Lead Crisis Exposed Problems Within EPA
The nation’s capital will greet Earth Day this year with a lead water crisis. Lead may be the coming attraction or may be playing unnoticed in the water supply elsewhere in the nation.
The drinking water here goes to 1 million residents of the District of Columbia and parts of Northern Virginia and to more than 200,000 employees who work in federal agencies, including Congress, the White House and the Supreme Court. The Safe Drinking Water Act
protects the nation’s drinking water, but much of the focus here has been on a local independent agency, the D.C. Water and Sewer Authority, which discovered unacceptable levels of lead in the water in 2002 but buried public notice in the fine print of water bills issued an entire year later. Even then, key words required by Environmental Protection Agency regulations such as “unhealthy amounts of lead” and “public health concern” were left out of required public service announcements in 2002 and 2003. These deliberate and inexcusable violations are not the source of the original sin, however. The EPA and its regulations are.
The District’s lead water crisis has uncovered alarming EPA laxity and complicity with the entities it regulates. The pattern has led unavoidably to national anxiety that the EPA strengthen both its regulations and its enforcement of them. The reason for angst well beyond Washington begins with EPA’s role here as not only the federal overseer but also as D.C.’s statutory state environmental agency. EPA stood at the vortex where the crisis could have been prevented. It had direct regulatory control over WASA, as well as the Washington Aqueduct — which supplies and purifies Washington’s water — a federal entity built and operated by the Army Corps of Engineers. The EPA sanctioned everything WASA did, signing off on all of its actions, from the misleading lead testing to the inadequate public notice.
Although no amount of lead in drinking water has been found to be safe, EPA requires public notice and the replacement of 7 percent of lead service lines annually if more than 15 parts per billion of lead is found in the tap water of more than 10 percent of homes. This means that WASA had no obligation to even notify the affected residents of lead levels in July 2001 because only four, or just under the required 10 percent of 50 samples, exceeded the action level of 15 ppb. Yet, two of these homes had levels of more than 100 ppb. Moreover, a system may avoid replacing any service lines by expanding testing in the hope of diluting the 10 percent action level. This tactic backfired on WASA, which then discovered that two-thirds of the resulting sample had high levels of lead.
The EPA is examining the problems of notification, monitoring and remediation the D.C. episode has exposed for their clear national implications. However, EPA needs to do much more, beginning with a formal and complete review of all of its lead regulations and assumptions, including the basic science it should have known. For example, the D.C. experience casts doubt on one of the major EPA-required procedures — replacement of only the publicly owned section of lead service lines. However, if the section on private property remains, the partial replacement may actually increase lead levels, according to experts.
Even if the major problems with WASA were cleared up, however, the lead crisis might remain. Another federal entity, the Army Corps of Engineers, is deeply implicated in the city’s water crisis. The lead problem traces back to the Army Corps’ insistence on installing the lead service lines amid great controversy, even in the 19th century. Many experts believe that the aqueduct’s substitution of chloramines for chlorine in November 2000 to eliminate certain cancer risks may have caused corrosion of lead into the drinking water. EPA did not require a new corrosion control plan in light of the change of chemicals. Belatedly, the aqueduct is adding phosphates to the District’s water in a pilot study that should have preceded the switch in chemicals in the first place.
EPA has reports from fewer than half of the states and therefore cannot identify jurisdictions with some or all of D.C.’s lead water risks. However, the economic fallout on local governments and residents should be enough to make other jurisdictions identify themselves and begin to take action before a lead water crisis develops. Although WASA is an independent agency not under the control of the D.C. government, much of the cost has fallen on the local government and local and regional ratepayers. I am seeking federal appropriation funds, particularly considering that much of the water here goes to federal employees and tourists and because two federal agencies — EPA and the aqueduct — are directly responsible for the crisis. WASA and the Washington Aqueduct were primarily motivated by costs. Now these costs must be paid anyway along with added health costs as well.
Lead episodes like the District’s across the country are probably inevitable unless EPA tightens its regulations and enforcement and develops guidance on the difficult issue of affordable remediation. How should the EPA celebrate Earth Day this year? Do what is necessary to live up to the promise of the Safe Drinking Water Act.
Del. Eleanor Holmes Norton (D-D.C.) is a member of the Government Reform and Transportation and Infrastructure committees.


» **AIM OF THE TASK**
Give back exactly the lines of the material below that start at the line containing "This screenshot has width=604, height=292." and end at the line containing "This screenshot has width=945, height=523.", and no others.

» **RECORDS SHOWN**
● ● ● ●
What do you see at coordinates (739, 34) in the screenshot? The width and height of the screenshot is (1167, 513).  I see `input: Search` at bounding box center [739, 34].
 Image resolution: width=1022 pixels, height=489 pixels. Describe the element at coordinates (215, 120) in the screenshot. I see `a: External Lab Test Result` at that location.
● ● ● ●
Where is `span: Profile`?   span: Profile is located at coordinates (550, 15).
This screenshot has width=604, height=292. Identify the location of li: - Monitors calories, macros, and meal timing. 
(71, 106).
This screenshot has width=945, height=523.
● ● ● ●
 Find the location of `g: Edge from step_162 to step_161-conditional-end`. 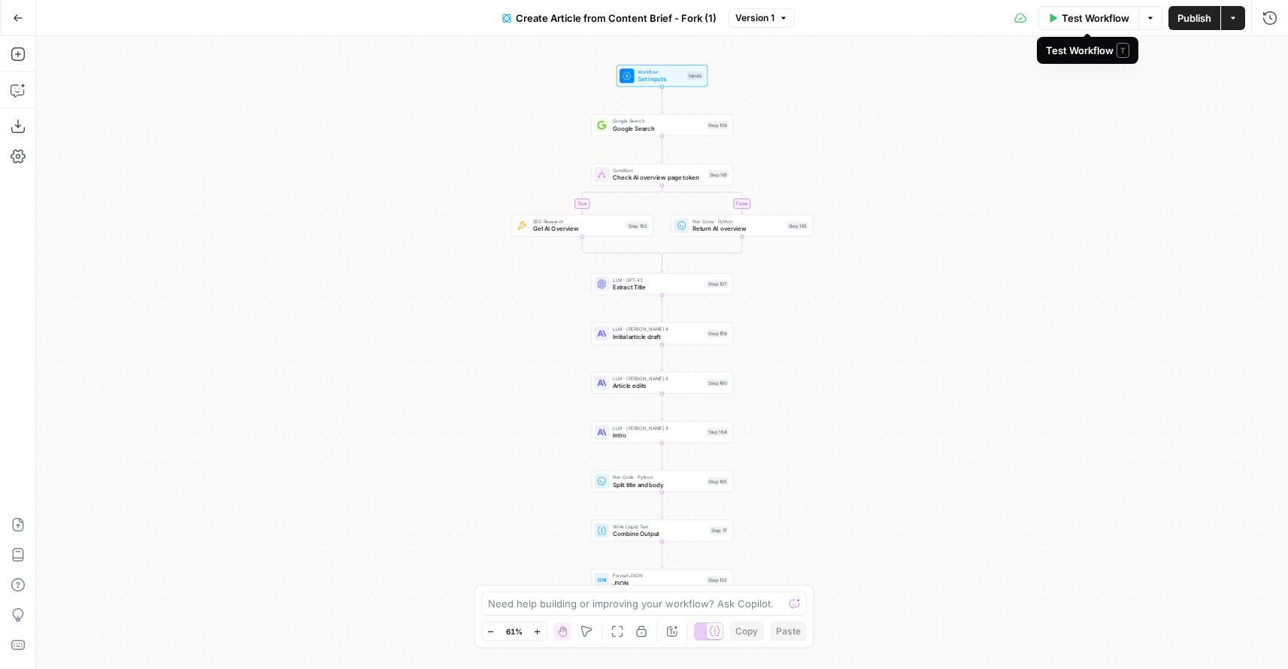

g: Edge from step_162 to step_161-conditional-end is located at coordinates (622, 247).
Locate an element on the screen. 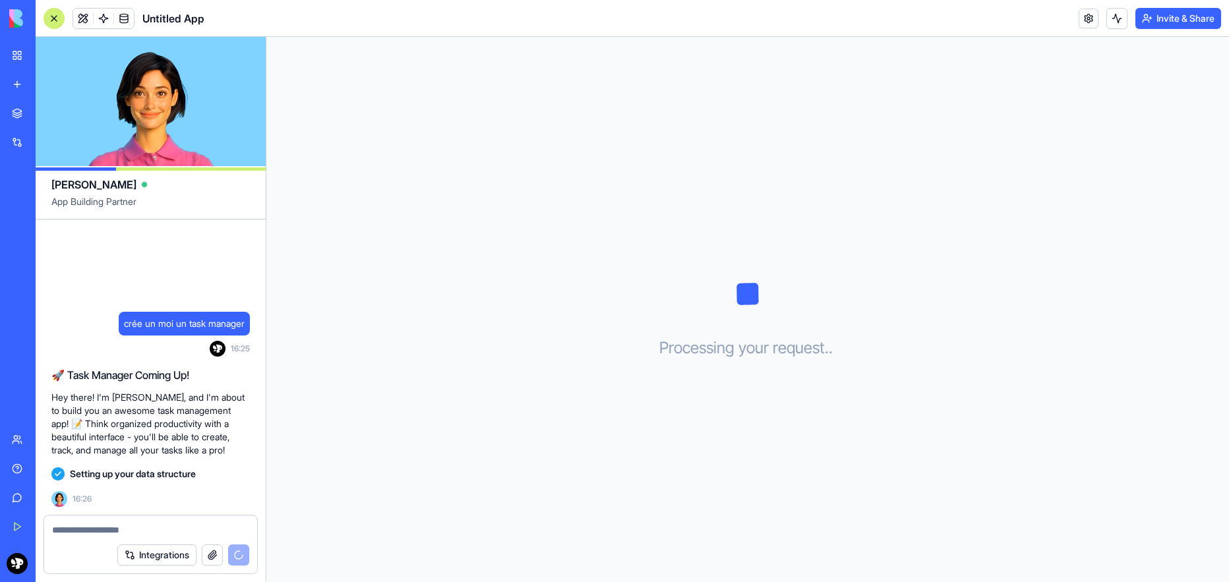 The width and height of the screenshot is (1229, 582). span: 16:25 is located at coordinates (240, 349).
● ● ● ●
» **ANSWER TO THE PROBLEM**
This screenshot has width=604, height=292. Identify the location of li: - Monitors calories, macros, and meal timing. 
(71, 106).
This screenshot has width=945, height=523.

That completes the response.